The Fun Stuff by James Wood

The Fun Stuff by James Wood

Author:James Wood
Language: eng
Format: epub
Publisher: Farrar, Straus and Giroux


CONTAINMENT: TRAUMA AND MANIPULATION IN IAN MCEWAN

In different ways, most of Ian McEwan’s novels and stories are about trauma and contingency, and he is now best known as the great contemporary stager of traumatic contingency as it strikes ordinary lives—in The Child in Time, a child goes missing at a supermarket, and Stephen and Julie’s domestic existence is shattered; in Enduring Love, Clarissa and Joe witness the death of John Logan as he falls from a balloon, are changed forever, and spend the rest of the novel trying to absorb the consequences of the spectacle; Black Dogs is in part about how Bernard Tremaine, a politician, scientist, and rationalist, drifted away from his wife, June (and vice versa), because of what he deemed her fanciful, emotional, overdetermined reading of the trauma that was meted out to her in 1946 by the black dogs of the title. In The Innocent, set in Berlin in the mid-1950s, Leonard Marnham, a telephone communications specialist, is having a passionate affair with Maria Eckdorf, a German. But their relationship cannot survive the traumatic experience of their murder of Maria’s ex-husband, and the subsequent dismemberment of his body in her apartment. The central protagonists of Atonement have their lives ruined by the traumatic wrongful arrest of Robbie on charges of rape, while the young just-married couple in On Chesil Beach do not survive the trauma of their honeymoon night. (It is further intimated that Florence has been traumatized by sexual abuse at the hands of her father.) And then there is Baxter, contingency personified, who enters Henry Perowne’s life in Saturday through that most random of urban events, the car accident.

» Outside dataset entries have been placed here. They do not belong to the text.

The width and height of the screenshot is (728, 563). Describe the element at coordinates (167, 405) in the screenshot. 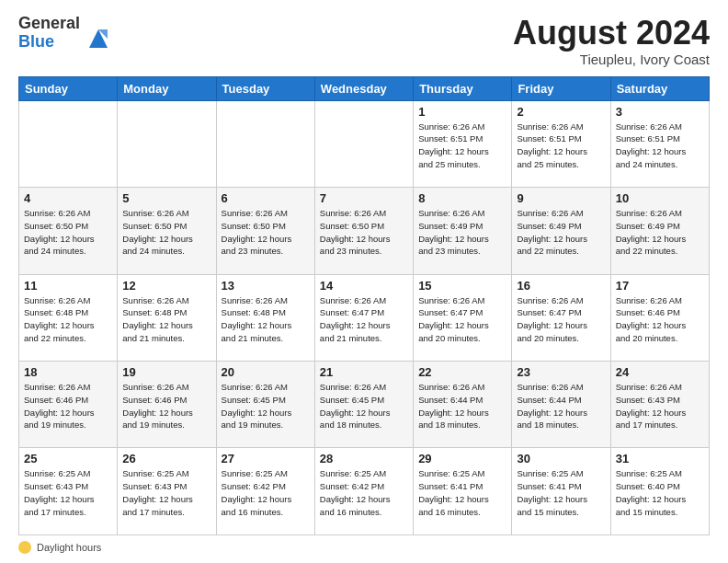

I see `calendar-day: 19Sunrise: 6:26 AM Sunset: 6:46 PM Dayli…` at that location.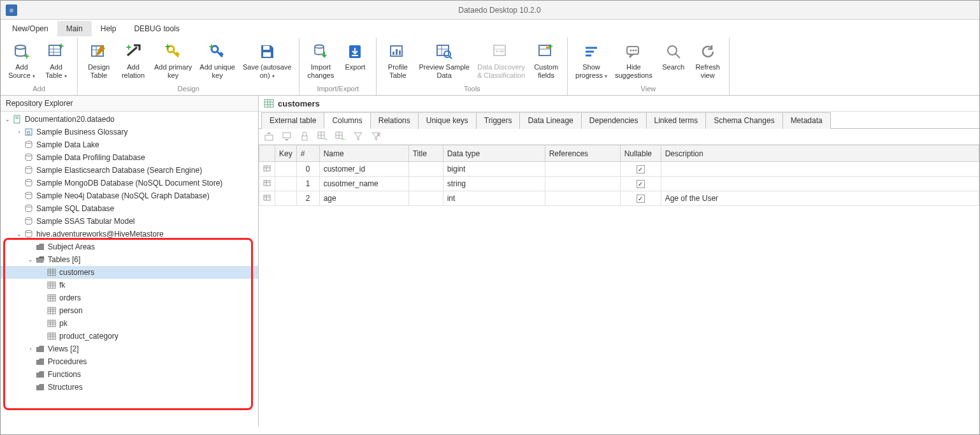 This screenshot has height=435, width=980. What do you see at coordinates (633, 61) in the screenshot?
I see `ribbon-btn-hide-suggestions: Hidesuggestions` at bounding box center [633, 61].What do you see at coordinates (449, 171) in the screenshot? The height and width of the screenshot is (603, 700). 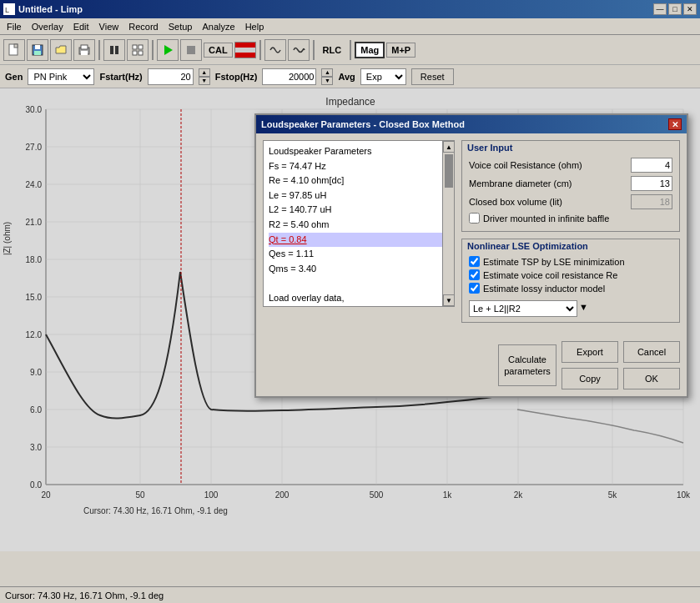 I see `scroll-thumb` at bounding box center [449, 171].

Trauma, in McEwan’s work, inaugurates a loss of innocence. After the mother’s death, the childhood garden is cemented over, in his first novel, and the children, now orphaned, set about creating their own, corrupted version of childhood. The narrator of Enduring Love returns to the field where John Logan fell from the balloon and thinks: “I could not quite imagine a route back into that innocence.” John Logan’s fall is also the narrator’s fall from innocence. A strongly Rousseauian narrative marks McEwan’s work: the haven of pastoralism is appealed to as the escape from corruption. In The Child in Time, Stephen Lewis is a children’s writer, but by accident. He originally wrote his first novel—about a summer holiday he spent when he was eleven—as an adult book. But his publisher, Charles Drake, insists that it is a children’s book, that children will read it and understand that childhood is finite—“that it won’t last, it can’t last, that sooner or later they’re finished, done for, that their childhood is not forever.” Charles Drake subsequently has a kind of nervous breakdown. He and his wife, a physicist working on notions of time, give up the corruptions of London and retire to the countryside, where Charles starts dressing up and playacting as a little boy out of Richmal Crompton, complete with shorts, catapults, and a tree house.

In Enduring Love, five men are attempting to stop a hot-air balloon, whose basket contains a small boy, from rising.